Example Root Cause Analysis

Finance reports a handful of orders charged twice. The audit log shows two transactions for one order milliseconds apart, and processed_events has duplicate event_id rows.

Tracing one event, two workers began processing it 3ms apart:

13:02:11.418 begin process key=evt-9f3a worker=w3
13:02:11.421 begin process key=evt-9f3a worker=w7

The queue redelivered the event (a missed ack near a visibility-timeout boundary), so two copies were in flight. The dedup code is a non-atomic check-then-act:

grep -RniE "redis.*get|redis.*set" ./src/dedup.ts
src/dedup.ts:7: const seen = await redis.get(key)
src/dedup.ts:9: if (!seen) await redis.set(key, '1')

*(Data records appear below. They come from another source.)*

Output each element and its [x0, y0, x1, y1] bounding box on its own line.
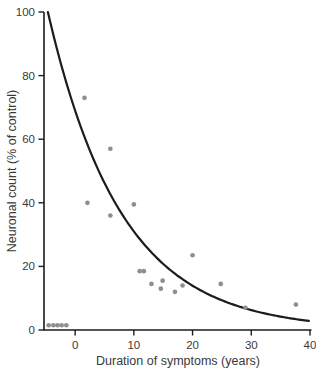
- data-point: [149, 282, 154, 287]
- data-point: [294, 302, 299, 307]
- data-point: [108, 146, 113, 151]
- x-axis-label: Duration of symptoms (years): [96, 354, 260, 368]
- data-point: [159, 286, 164, 291]
- data-point: [137, 269, 142, 274]
- x-tick-label: 30: [245, 339, 258, 351]
- data-point: [108, 213, 113, 218]
- data-point: [51, 323, 56, 328]
- trend-curve: [48, 12, 309, 321]
- x-tick-label: 40: [304, 339, 316, 351]
- data-point: [82, 96, 87, 101]
- data-point: [243, 305, 248, 310]
- y-tick-label: 40: [22, 197, 35, 209]
- x-tick-label: 20: [186, 339, 199, 351]
- y-axis-label: Neuronal count (% of control): [5, 90, 19, 253]
- data-point: [218, 282, 223, 287]
- axis-lines: [44, 12, 312, 330]
- data-point: [141, 269, 146, 274]
- data-point: [190, 253, 195, 258]
- x-tick-label: 10: [127, 339, 140, 351]
- y-tick-label: 60: [22, 133, 35, 145]
- data-point: [59, 323, 64, 328]
- tick-labels: 010203040020406080100: [16, 6, 316, 351]
- y-tick-label: 0: [29, 324, 35, 336]
- data-point: [85, 200, 90, 205]
- data-point: [160, 278, 165, 283]
- data-point: [173, 289, 178, 294]
- data-points: [46, 96, 298, 328]
- data-point: [46, 323, 51, 328]
- axes: [44, 12, 312, 330]
- y-tick-label: 100: [16, 6, 35, 18]
- data-point: [131, 202, 136, 207]
- tick-marks: [39, 12, 311, 336]
- x-tick-label: 0: [72, 339, 78, 351]
- scatter-figure: 010203040020406080100 Duration of sympto…: [0, 0, 316, 377]
- y-tick-label: 80: [22, 70, 35, 82]
- data-point: [64, 323, 69, 328]
- data-point: [180, 283, 185, 288]
- y-tick-label: 20: [22, 260, 35, 272]
- chart-svg: 010203040020406080100 Duration of sympto…: [0, 0, 316, 377]
- data-point: [55, 323, 60, 328]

Both workers ran GET (both saw “not seen”), then both ran SET and both proceeded to charge. The race window between GET and SET is the bug.

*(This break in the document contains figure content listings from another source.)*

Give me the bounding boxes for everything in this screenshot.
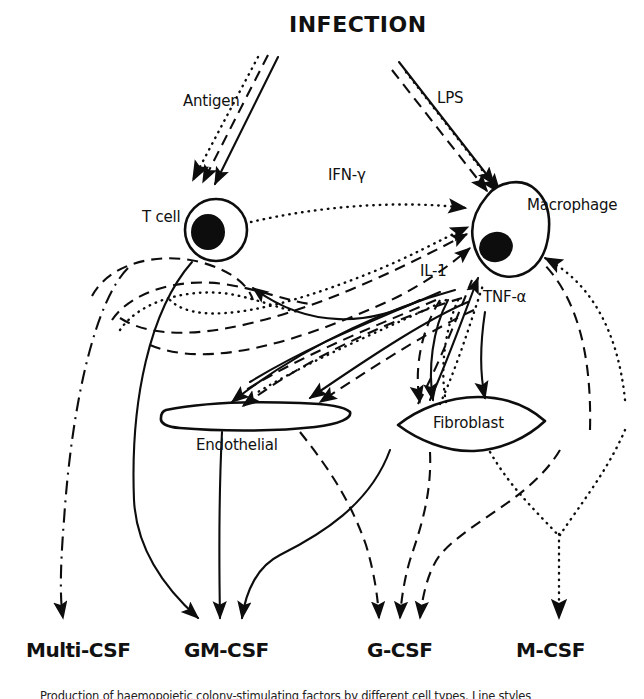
lps-arrow-group [392,62,500,193]
label-tnf-alpha: TNF-α [483,288,526,306]
antigen-arrow-group [193,55,278,184]
label-macrophage: Macrophage [527,196,617,214]
path-macrophage-to-g-csf [420,450,560,618]
path-tcell-loop-dot [120,293,300,331]
path-macrophage-to-fibroblast-solid-2 [481,312,485,398]
label-antigen: Antigen [183,92,240,110]
label-endothelial: Endothelial [196,436,278,454]
cell-tcell [185,199,247,261]
path-fibroblast-to-m-csf-a [490,452,558,535]
figure-canvas: INFECTION Antigen LPS T cell Macrophage … [0,0,644,699]
label-m-csf: M-CSF [516,638,585,662]
path-ifn-gamma [251,204,466,222]
path-solid-to-tcell [253,288,420,319]
figure-caption: Production of haemopoietic colony-stimul… [40,688,610,699]
cell-endothelial [161,402,350,430]
label-g-csf: G-CSF [367,638,432,662]
path-tnf-alpha-to-macrophage [430,278,478,400]
path-macrophage-to-endothelial-dash-2 [320,310,474,402]
label-lps: LPS [437,89,463,107]
path-endothelial-to-g-csf [300,432,379,618]
path-tcell-loop-dash [92,258,253,300]
page-title: INFECTION [289,12,427,37]
label-gm-csf: GM-CSF [184,638,269,662]
label-ifn-gamma: IFN-γ [328,166,366,184]
label-il-1: IL-1 [420,262,447,280]
path-dotted-right-into-macrophage [545,258,625,400]
path-tcell-to-gm-csf [133,262,198,618]
signalling-diagram [0,0,644,699]
path-dashed-right-loop [542,262,590,430]
path-endothelial-to-gm-csf [219,432,222,618]
path-macrophage-to-endothelial-dash [243,298,462,406]
path-fibroblast-to-gm-csf [242,450,390,618]
path-fibroblast-to-m-csf-b [560,430,625,535]
path-dashed-to-macrophage-a [120,234,467,333]
label-fibroblast: Fibroblast [433,414,504,432]
label-tcell: T cell [142,208,181,226]
path-tcell-to-multi-csf [61,268,128,618]
path-fibroblast-to-g-csf [400,452,430,618]
label-multi-csf: Multi-CSF [26,638,130,662]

Fix: make the claim atomic with SET key 1 NX (or a unique constraint on event_id) so exactly one worker wins:

# Atomic claim: only the first caller gets OK, the rest get nil and skip
redis-cli SET idem:evt-9f3a 1 NX EX 86400
OK

With an atomic claim, the second worker’s SET NX returns nil and it skips the charge. Backfilling the unique constraint prevents recurrence.

Prevention Best Practices

  • Treat every transport as at-least-once and make each side effect idempotent — assume retries and redeliveries will happen.
  • Claim the idempotency key atomically (SET NX, INSERT ... ON CONFLICT DO NOTHING, or a unique constraint) so concurrent duplicates can’t both pass a check-then-act.
  • Derive the key from something genuinely unique per operation (the event id), and propagate it unchanged across every hop.
  • Set the dedup TTL longer than the maximum possible redelivery/retry window so late duplicates still hit the marker.
  • Record the result alongside the key so a replay can return the original response instead of re-doing or 409ing inconsistently.
  • Alert on duplicate business keys and unexpected 409 rates. The free incident assistant can correlate duplicates with the originating retry; see more automation guides.

Quick Command Reference

# Find duplicate processing
psql -c "SELECT event_id, count(*) FROM processed_events GROUP BY 1 HAVING count(*)>1 LIMIT 10;"
grep -RniE "duplicate|idempotency|409 Conflict" /var/log/*/*.log | tail

# Trace the source of the repeat
grep -RniE "<event-id>" /var/log/*/*.log | grep -iE "redeliver|retry|attempt|delivery_count"

# Verify key presence / reading
grep -RniE "Idempotency-Key|x-event-id|messageId|idempotencyKey" ./src

# Inspect dedup store and TTL
redis-cli EXISTS idem:<key>
redis-cli TTL idem:<key>

# Audit atomicity of the claim
grep -RniE "SET .* NX|ON CONFLICT|unique constraint|redis.*get|redis.*set" ./src

# Atomic claim pattern
redis-cli SET idem:<key> 1 NX EX 86400

Conclusion

An idempotency conflict or duplicate-processed event traces back to an at-least-once retry meeting an inadequate dedup guard. The usual root causes:

  1. No dedup store — every redelivery re-runs the side effect.
  2. The idempotency key is missing or read from the wrong field.
  3. A check-then-act race lets two concurrent deliveries both proceed.
  4. The key is derived from a non-unique field, causing false conflicts or false merges.
  5. The dedup record TTL expired before a late retry arrived.
  6. The check-and-set isn’t atomic, leaving a duplicate window.

Confirm it’s one logical event arriving twice, find the at-least-once source, then make the key claim atomic — that single change closes the window the duplicate slipped through.